During that time Syria held several rounds of peace talks with Israel.
After the uprising against Assad began in March 2011, al-Muallem was tasked with holding news conferences in Damascus to defend the government's position.
He traveled regularly to Moscow and Iran, key backers of the Syrian government, to meet with officials there.
During a news conference a year after the conflict began, al-Muallem was asked to comment about then French Foreign Minister Alain Juppe's comment that the regime's days were numbered.
Al-Muallem answered with a smile on his face: "If Mr Juppe believes that the days of the regime are numbered I tell him, wait and you will see."
"This is if God gives him a long age," al-Muallem said.

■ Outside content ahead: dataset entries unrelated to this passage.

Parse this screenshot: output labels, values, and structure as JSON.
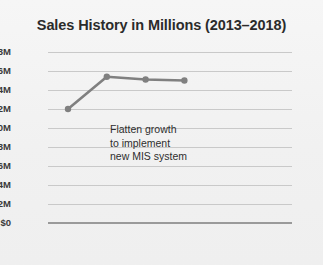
{
  "chart_data": {
    "type": "line",
    "title": "Sales History in Millions (2013–2018)",
    "xlabel": "",
    "ylabel": "",
    "categories": [
      "2013",
      "14",
      "15",
      "16",
      "17",
      "18"
    ],
    "x": [
      2013,
      2014,
      2015,
      2016,
      2017,
      2018
    ],
    "values": [
      12.0,
      15.4,
      15.1,
      15.0,
      null,
      null
    ],
    "series": [
      {
        "name": "Sales",
        "values": [
          12.0,
          15.4,
          15.1,
          15.0,
          null,
          null
        ],
        "color": "#808080",
        "marker": "circle"
      }
    ],
    "ylim": [
      0,
      18
    ],
    "ytick_values": [
      18,
      16,
      14,
      12,
      10,
      8,
      6,
      4,
      2,
      0
    ],
    "ytick_labels": [
      "$18M",
      "$16M",
      "$14M",
      "$12M",
      "$10M",
      "$8M",
      "$6M",
      "$4M",
      "$2M",
      "$0"
    ],
    "xtick_labels": [
      "2013",
      "14",
      "15",
      "16",
      "17",
      "18"
    ],
    "grid": true,
    "legend": false,
    "legend_position": "none",
    "annotations": [
      {
        "name": "flatten-growth-note",
        "lines": [
          "Flatten growth",
          "to implement",
          "new MIS system"
        ]
      }
    ]
  },
  "colors": {
    "background": "#f1f1f1",
    "title": "#2b2b2b",
    "gridline": "#c9c9c9",
    "axis": "#9a9a9a",
    "series": "#808080",
    "tick_label": "#3a3a3a",
    "annotation": "#2e2e2e"
  }
}
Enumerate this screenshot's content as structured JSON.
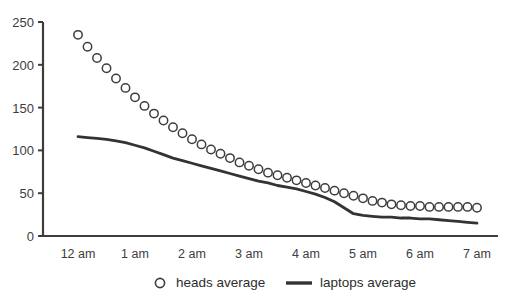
{
  "chart_data": {
    "type": "line",
    "title": "",
    "xlabel": "",
    "ylabel": "",
    "ylim": [
      0,
      250
    ],
    "yticks": [
      0,
      50,
      100,
      150,
      200,
      250
    ],
    "xticks": [
      "12 am",
      "1 am",
      "2 am",
      "3 am",
      "4 am",
      "5 am",
      "6 am",
      "7 am"
    ],
    "grid": false,
    "legend_position": "bottom",
    "x_hours": [
      0,
      0.1667,
      0.3333,
      0.5,
      0.6667,
      0.8333,
      1,
      1.1667,
      1.3333,
      1.5,
      1.6667,
      1.8333,
      2,
      2.1667,
      2.3333,
      2.5,
      2.6667,
      2.8333,
      3,
      3.1667,
      3.3333,
      3.5,
      3.6667,
      3.8333,
      4,
      4.1667,
      4.3333,
      4.5,
      4.6667,
      4.8333,
      5,
      5.1667,
      5.3333,
      5.5,
      5.6667,
      5.8333,
      6,
      6.1667,
      6.3333,
      6.5,
      6.6667,
      6.8333,
      7
    ],
    "series": [
      {
        "name": "heads average",
        "marker": "circle-open",
        "color": "#3d3d3d",
        "values": [
          235,
          221,
          208,
          196,
          184,
          173,
          162,
          152,
          143,
          135,
          127,
          120,
          113,
          107,
          101,
          96,
          91,
          86,
          82,
          78,
          74,
          71,
          68,
          65,
          62,
          59,
          56,
          53,
          50,
          47,
          44,
          41,
          39,
          37,
          36,
          35,
          35,
          34,
          34,
          34,
          34,
          34,
          33
        ]
      },
      {
        "name": "laptops average",
        "marker": "line",
        "color": "#333333",
        "values": [
          116,
          115,
          114,
          113,
          111,
          109,
          106,
          103,
          99,
          95,
          91,
          88,
          85,
          82,
          79,
          76,
          73,
          70,
          67,
          64,
          62,
          59,
          57,
          55,
          52,
          49,
          45,
          40,
          33,
          26,
          24,
          23,
          22,
          22,
          21,
          21,
          20,
          20,
          19,
          18,
          17,
          16,
          15
        ]
      }
    ]
  },
  "legend": {
    "items": [
      {
        "label": "heads average",
        "marker": "circle-open"
      },
      {
        "label": "laptops average",
        "marker": "line"
      }
    ]
  },
  "axes": {
    "y_labels": [
      "250",
      "200",
      "150",
      "100",
      "50",
      "0"
    ],
    "x_labels": [
      "12 am",
      "1 am",
      "2 am",
      "3 am",
      "4 am",
      "5 am",
      "6 am",
      "7 am"
    ]
  },
  "colors": {
    "ink": "#3d3d3d",
    "axis": "#3d3d3d",
    "line": "#333333",
    "background": "#ffffff"
  }
}
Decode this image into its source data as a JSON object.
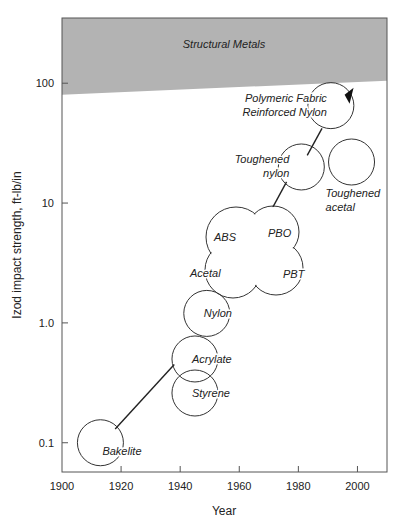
{
  "chart_data": {
    "type": "scatter",
    "title": "",
    "xlabel": "Year",
    "ylabel": "Izod impact strength, ft-lb/in",
    "xlim": [
      1900,
      2010
    ],
    "ylim": [
      0.057,
      350
    ],
    "yscale": "log",
    "grid": false,
    "xticks": [
      {
        "value": 1900,
        "label": "1900"
      },
      {
        "value": 1920,
        "label": "1920"
      },
      {
        "value": 1940,
        "label": "1940"
      },
      {
        "value": 1960,
        "label": "1960"
      },
      {
        "value": 1980,
        "label": "1980"
      },
      {
        "value": 2000,
        "label": "2000"
      }
    ],
    "yticks": [
      {
        "value": 100,
        "label": "100"
      },
      {
        "value": 10,
        "label": "10"
      },
      {
        "value": 1,
        "label": "1.0"
      },
      {
        "value": 0.1,
        "label": "0.1"
      }
    ],
    "band": {
      "label": "Structural Metals",
      "lower_left": [
        1900,
        80
      ],
      "lower_right": [
        2010,
        105
      ],
      "color": "#b3b3b3"
    },
    "materials": [
      {
        "name": "Bakelite",
        "year": 1913,
        "strength": 0.1,
        "label_lines": [
          "Bakelite"
        ],
        "label_offset": "right-below"
      },
      {
        "name": "Styrene",
        "year": 1945,
        "strength": 0.26,
        "label_lines": [
          "Styrene"
        ],
        "label_offset": "inside-right"
      },
      {
        "name": "Acrylate",
        "year": 1945,
        "strength": 0.5,
        "label_lines": [
          "Acrylate"
        ],
        "label_offset": "inside-right"
      },
      {
        "name": "Nylon",
        "year": 1949,
        "strength": 1.2,
        "label_lines": [
          "Nylon"
        ],
        "label_offset": "inside-right"
      },
      {
        "name": "Toughened nylon",
        "year": 1981,
        "strength": 20,
        "label_lines": [
          "Toughened",
          "nylon"
        ],
        "label_offset": "left"
      },
      {
        "name": "Toughened acetal",
        "year": 1998,
        "strength": 22,
        "label_lines": [
          "Toughened",
          "acetal"
        ],
        "label_offset": "below"
      },
      {
        "name": "Polymeric Fabric Reinforced Nylon",
        "year": 1991,
        "strength": 65,
        "label_lines": [
          "Polymeric Fabric",
          "Reinforced Nylon"
        ],
        "label_offset": "left"
      }
    ],
    "cluster": {
      "members": [
        {
          "name": "ABS",
          "year": 1952,
          "strength": 4.0
        },
        {
          "name": "PBO",
          "year": 1969,
          "strength": 5.0
        },
        {
          "name": "Acetal",
          "year": 1950,
          "strength": 2.0
        },
        {
          "name": "PBT",
          "year": 1974,
          "strength": 2.3
        }
      ]
    },
    "trend_segments": [
      {
        "from": [
          1918,
          0.13
        ],
        "to": [
          1938,
          0.45
        ]
      },
      {
        "from": [
          1970,
          8.0
        ],
        "to": [
          1976,
          15
        ]
      },
      {
        "from": [
          1983,
          25
        ],
        "to": [
          1988,
          42
        ]
      }
    ],
    "arrow": {
      "year": 1997,
      "strength": 80
    }
  }
}
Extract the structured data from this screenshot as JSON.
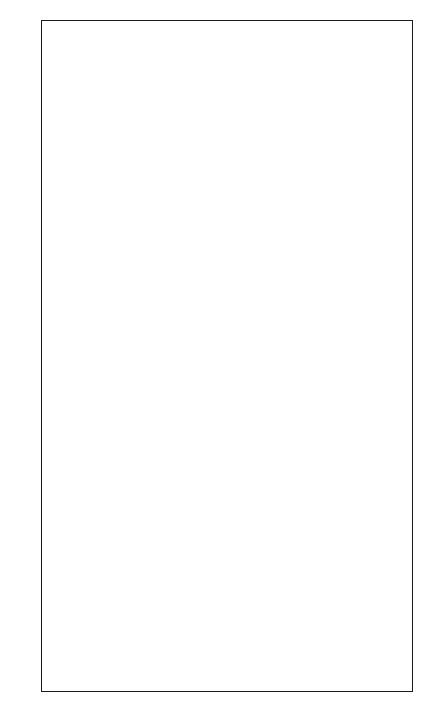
{
  "chart": {
    "columns": 12,
    "rows": 28,
    "colors": {
      "filled": "#9b9b9b",
      "empty": "#f7f7f7",
      "grid_line": "#222222"
    },
    "legend_symbols": {
      "G": "filled",
      "W": "empty",
      "S": "swirl-motif"
    },
    "row_labels_left": [
      "28",
      "26",
      "24",
      "22",
      "20",
      "18",
      "16",
      "14",
      "12",
      "10",
      "8",
      "6",
      "4",
      "2"
    ],
    "row_labels_right": [
      "27",
      "25",
      "23",
      "21",
      "19",
      "17",
      "15",
      "13",
      "11",
      "9",
      "7",
      "5",
      "3",
      "1"
    ],
    "pattern_top_to_bottom": [
      {
        "row": 28,
        "cells": "GGGWGGGGGWGG"
      },
      {
        "row": 27,
        "cells": "GGGWWGGGWWGG"
      },
      {
        "row": 26,
        "cells": "GGGWWWWWWWGG"
      },
      {
        "row": 25,
        "cells": "GGGWWWWWWWGG"
      },
      {
        "row": 24,
        "cells": "GGWWWWWWWWWG"
      },
      {
        "row": 23,
        "cells": "GGWWWSWSWWWG"
      },
      {
        "row": 22,
        "cells": "GGWWWWWWWWWG"
      },
      {
        "row": 21,
        "cells": "GGWWWWSWWWWG"
      },
      {
        "row": 20,
        "cells": "GGGWWWWWWWGG"
      },
      {
        "row": 19,
        "cells": "GGGWWWWWWWGG"
      },
      {
        "row": 18,
        "cells": "GGGGWWWWWGGG"
      },
      {
        "row": 17,
        "cells": "GGGGGWWWGGGG"
      },
      {
        "row": 16,
        "cells": "GGGGWWWWWGGG"
      },
      {
        "row": 15,
        "cells": "GGGWWWWWWWGG"
      },
      {
        "row": 14,
        "cells": "GGWWWWWWWWWG"
      },
      {
        "row": 13,
        "cells": "GWWWWWWWWWWG"
      },
      {
        "row": 12,
        "cells": "GWWWWWWWWWWG"
      },
      {
        "row": 11,
        "cells": "WWWWWWWWWWWW"
      },
      {
        "row": 10,
        "cells": "WWWWWWWWWWWW"
      },
      {
        "row": 9,
        "cells": "WWWWWWWWWWWW"
      },
      {
        "row": 8,
        "cells": "WWWWWWWWWWWW"
      },
      {
        "row": 7,
        "cells": "WWWWWWWWWWWW"
      },
      {
        "row": 6,
        "cells": "WWWWWWWWWWWW"
      },
      {
        "row": 5,
        "cells": "WWWWWWWWWWWW"
      },
      {
        "row": 4,
        "cells": "GWWWWWWWWWWG"
      },
      {
        "row": 3,
        "cells": "GGWWWWWWWWGG"
      },
      {
        "row": 2,
        "cells": "GGWWWWWWWWGG"
      },
      {
        "row": 1,
        "cells": "GGGWWWWWWGGG"
      }
    ],
    "section_divider_after_row": 11,
    "motif_icon": "swirl-icon"
  }
}
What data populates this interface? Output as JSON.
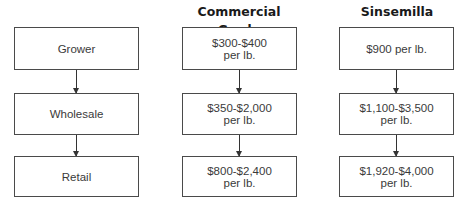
{
  "headings": {
    "commercial": "Commercial Grade",
    "sinsemilla": "Sinsemilla"
  },
  "stages": [
    {
      "label": "Grower"
    },
    {
      "label": "Wholesale"
    },
    {
      "label": "Retail"
    }
  ],
  "commercial": [
    {
      "price": "$300-$400",
      "unit": "per lb."
    },
    {
      "price": "$350-$2,000",
      "unit": "per lb."
    },
    {
      "price": "$800-$2,400",
      "unit": "per lb."
    }
  ],
  "sinsemilla": [
    {
      "price": "$900 per lb.",
      "unit": ""
    },
    {
      "price": "$1,100-$3,500",
      "unit": "per lb."
    },
    {
      "price": "$1,920-$4,000",
      "unit": "per lb."
    }
  ]
}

In February 2013, he was the first Syrian official to say during a visit to Moscow that the government was ready to hold talks even with those "who carried arms".
In early 2014, he headed Syria's negotiating team during two rounds of peace talks with the opposition in Switzerland.
The talks, which eventually collapsed, marked the first time that members of the Syrian government sat face-to-face with Syrian opposition figures.
Al-Muallem is survived by his wife, Sawsan Khayat and three children, Tarek, Shatha and Khaled.
He will be buried on Monday afternoon and prayers will be held at a mosque in Damascus.